The journalists managed to connect Savaro Limited and Agroblend Exports with the Ukrainian network of companies of Vladimir Verbonol thanks to the e-mails they had at their disposal. In one of these letters, an Agroblend employee, who signed himself as Curtis Inglehart, in December 2013, after the arrest of Rhosus by the Lebanese authorities, turned to a Lebanese businessman for help. He asked to assist his company in gaining access to the seized cargo of saltpeter and complained that the operator of the vessel, Teto Shipping, is extorting more and more money for transportation costs.
A year later, the same person wrote to his interlocutor again - but from a different address on the savaro.com domain. The domain owner's data is hidden, but journalists learned that the associated IP address is also used by a Ukrainian company called Savaro, as well as the websites of a number of other offshore companies selling fertilizers.
Vladimir Verbonol was born in 1959 and was engaged in business in the Ukrainian city, which until 2016 was called Dnepropetrovsk. In the 1990s, he worked as a deputy to the well-known Ukrainian trade unionist Mikhail Volynts, and also collaborated with Denis Dzendzersky, a former deputy of the Verkhovna Rada from the Batkivshchyna and People's Front parties. Dzendzersky is simultaneously wanted by the National Anti-Corruption Bureau of Ukraine (NABU) and under Russian sanctions.

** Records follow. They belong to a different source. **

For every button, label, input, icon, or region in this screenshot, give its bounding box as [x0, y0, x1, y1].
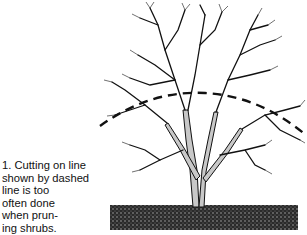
shrub-branches: [112, 5, 300, 170]
caption-line: when prun-: [2, 209, 112, 222]
caption-line: often done: [2, 197, 112, 210]
ground-block: [110, 205, 298, 230]
figure-caption: 1. Cutting on line shown by dashed line …: [2, 159, 112, 235]
shrub-twigs: [104, 2, 305, 174]
caption-line: 1. Cutting on line: [2, 159, 112, 172]
shrub-stems: [165, 110, 243, 207]
dashed-cut-line: [100, 93, 307, 136]
caption-line: shown by dashed: [2, 172, 112, 185]
caption-line: line is too: [2, 184, 112, 197]
caption-line: ing shrubs.: [2, 222, 112, 235]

In 2001, Vladimir Verbonol founded a company called Atlantis Corporation, which, as can be judged from the fragments of its website remaining in the Internet archives, was engaged in the sale of fertilizers. Together with his business partners, including construction tycoon Nikolai Aliseenko, Verbonol established several other companies that sold fertilizers, metallurgical equipment, software and web design services. One of such organizations was the Ukrainian Savaro, created in 2009. These firms conducted their business on the international market with the help of Interstatus, which registered several firms with identical names, where the word Savaro appeared, in England, Scotland and the Marshall Islands.

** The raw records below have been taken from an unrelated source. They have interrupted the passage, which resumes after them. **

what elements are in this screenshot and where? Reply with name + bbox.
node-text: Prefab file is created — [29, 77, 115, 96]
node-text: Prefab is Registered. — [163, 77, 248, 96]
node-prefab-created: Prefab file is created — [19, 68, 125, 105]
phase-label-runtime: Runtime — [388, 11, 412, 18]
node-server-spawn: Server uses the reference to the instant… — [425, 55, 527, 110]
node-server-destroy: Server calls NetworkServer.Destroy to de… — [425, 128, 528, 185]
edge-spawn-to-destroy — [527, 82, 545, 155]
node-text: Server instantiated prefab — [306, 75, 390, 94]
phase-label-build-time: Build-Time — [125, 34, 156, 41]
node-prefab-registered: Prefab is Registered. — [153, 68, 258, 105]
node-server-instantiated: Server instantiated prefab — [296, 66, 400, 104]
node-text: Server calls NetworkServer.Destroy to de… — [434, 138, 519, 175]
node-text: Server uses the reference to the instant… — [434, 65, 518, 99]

In 2011, Verbonol's Atlantis Corporation filed for bankruptcy and closed, but other firms that were part of the network continued to operate. However, they officially stopped selling fertilizers - and even succeeded in removing the archival copies of the savaro.com and atlantis.ua websites, which indicated their assortment, including ammonium nitrate. A former Savaro employee who worked for the Ukrainian company at the time it was buying a shipment of nitrate to send to Rhosus, on condition of anonymity, told OCCRP that he had not seen any evidence of Verbonol's IT activity and that they continued to supply fertilizers, including the number of ammonium nitrate.

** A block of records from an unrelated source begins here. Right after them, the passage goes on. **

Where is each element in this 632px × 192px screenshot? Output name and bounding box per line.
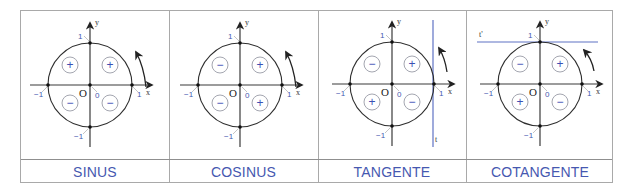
sign-q1: + (556, 57, 563, 71)
sign-q4: − (106, 96, 113, 110)
zero-label: 0 (95, 91, 100, 100)
svg-text:−1: −1 (484, 89, 494, 98)
sign-q2: + (66, 58, 73, 72)
sign-q3: − (216, 96, 223, 110)
svg-text:−1: −1 (34, 90, 44, 99)
rotation-arrow-icon (439, 48, 447, 72)
svg-text:0: 0 (397, 90, 402, 99)
svg-text:1: 1 (587, 89, 592, 98)
panel-cotangente: t' yx O 0 1 1 −1 −1 − + + − (477, 17, 602, 146)
svg-text:x: x (146, 88, 150, 97)
sign-q2: − (368, 57, 375, 71)
svg-text:1: 1 (380, 31, 385, 40)
svg-text:−1: −1 (376, 131, 386, 140)
svg-text:−1: −1 (74, 132, 84, 141)
svg-text:−1: −1 (524, 131, 534, 140)
svg-text:O: O (229, 87, 237, 99)
svg-text:y: y (95, 18, 99, 27)
svg-text:1: 1 (228, 32, 233, 41)
svg-text:1: 1 (287, 90, 292, 99)
svg-text:y: y (545, 17, 549, 26)
svg-text:1: 1 (439, 89, 444, 98)
svg-text:y: y (397, 17, 401, 26)
svg-text:O: O (529, 86, 537, 98)
svg-text:1: 1 (137, 90, 142, 99)
svg-text:−1: −1 (336, 89, 346, 98)
svg-text:t': t' (479, 30, 483, 39)
svg-text:0: 0 (545, 90, 550, 99)
svg-text:−1: −1 (184, 90, 194, 99)
svg-text:t: t (435, 135, 438, 144)
svg-text:0: 0 (245, 91, 250, 100)
sign-q3: − (66, 96, 73, 110)
rotation-arrow-icon (584, 50, 594, 71)
rotation-arrow-icon (136, 52, 146, 87)
svg-text:x: x (448, 87, 452, 96)
svg-text:O: O (79, 87, 87, 99)
sign-q3: + (368, 95, 375, 109)
svg-text:x: x (596, 87, 600, 96)
rotation-arrow-icon (286, 52, 296, 87)
svg-text:1: 1 (78, 32, 83, 41)
sign-q4: + (256, 96, 263, 110)
svg-text:O: O (381, 86, 389, 98)
sign-q4: − (556, 95, 563, 109)
unit-circle-diagrams: yx O 0 1 1 −1 −1 + + − − yx O 0 1 1 −1 −… (0, 0, 632, 192)
sign-q2: − (516, 57, 523, 71)
sign-q4: − (408, 95, 415, 109)
sign-q3: + (516, 95, 523, 109)
panel-cosinus: yx O 0 1 1 −1 −1 − + − + (180, 18, 302, 147)
sign-q1: + (256, 58, 263, 72)
panel-sinus: yx O 0 1 1 −1 −1 + + − − (30, 18, 152, 147)
sign-q1: + (408, 57, 415, 71)
svg-text:x: x (296, 88, 300, 97)
sign-q2: − (216, 58, 223, 72)
sign-q1: + (106, 58, 113, 72)
svg-text:−1: −1 (224, 132, 234, 141)
svg-text:1: 1 (528, 31, 533, 40)
panel-tangente: t yx O 0 1 1 −1 −1 − + + − (332, 17, 454, 147)
svg-text:y: y (245, 18, 249, 27)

In addition, as the journalists found out, in the same 2013, Savaro purchased and sent to the port of Beira in Mozambique - the same where Rhosus was heading - another 17 thousand tons of ammonium nitrate in three different batches. The representative of the Mozambican company Fábrica de Explosivos de Moçambique, which bought saltpeter as a raw material for the production of explosives (she was also supposed to receive the Rhosus cargo), confirmed to reporters that the company had acquired two consignments from a Ukrainian company, about which they knew that it was headed by “Mr. Vladimir ". I bought the third cargo of saltpeter in Ukraine and Croatia and sent it to Mozambique.